I went to a chiropractor last week, and he told me Medicare forbids DCs from treating any acute injuries in Medicare-eligible patients, even if they are not billed. You don't even have to have Medicare for this to apply, just be eligible. This sounds crazy and I have never heard such a thing. Anybody else ever heard this? Supposedly they can only treat chronic conditions, not injuries.
How can a .gov insurance agency forbid such a consensual transaction? All they can do is decline to pay a bill. They are not a regulator. I am in their market demographics, but they do not dictate the care I may seek.
Yeah, I don't know if it is true and I don't know how they would know if they are not billed, especially since Chiropractic isn't generally added to medical records that the government has access to.

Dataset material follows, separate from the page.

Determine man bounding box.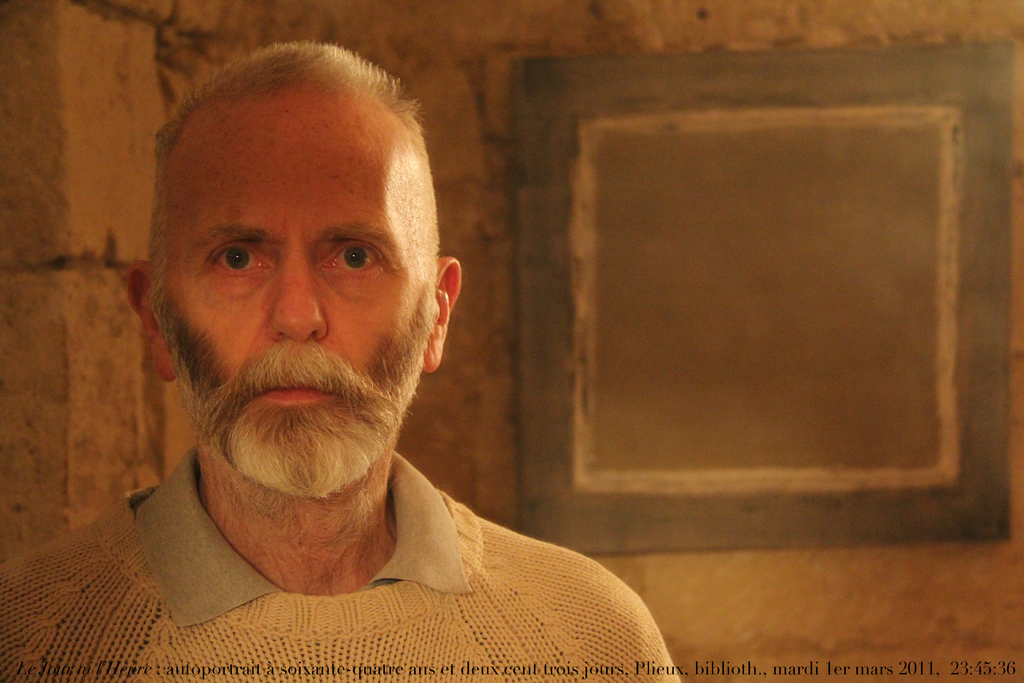
Determined: 22:45:718:677.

Chiropractors had to sue to get medicare payments but the rules are weird. I went to mine without insurance for a long time. I have gotten mri's without insurance because I wanted them and not doctor's recommendations. (we have a private company that gives them without insurance a few miles away) Could it be that the powers that be feel the DC's might cause more injury through manipulation that insurance would then have to cover?

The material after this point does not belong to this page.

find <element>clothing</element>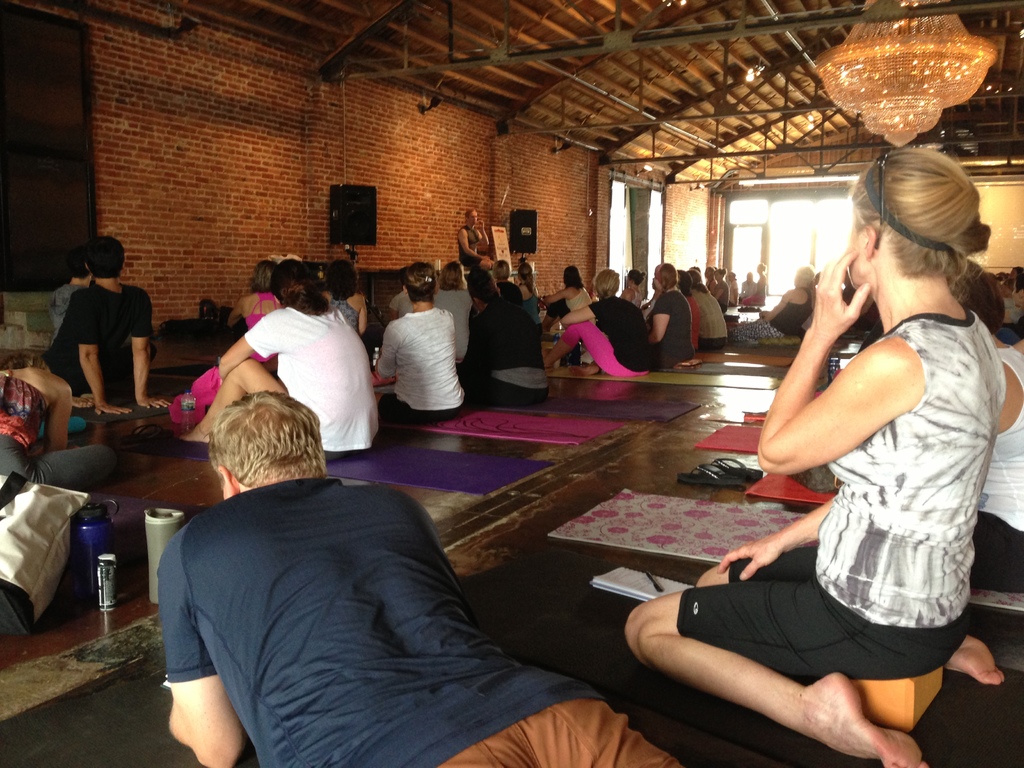
<bbox>675, 311, 1004, 680</bbox>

The AMA likely has their greedy mitts in the middle. I've seen a chiropractor, and it helped (unless is was just the exercises I did using his place as a gym.) My work insurance paid for a number of DC appointments per year.
Yes, perhaps, but why only Medicare patients or those eligible? You would think that it wouldn't be linked to potential payment. I myself was nearly killed by medical mishandling after an accident, and no chiropractors were involved.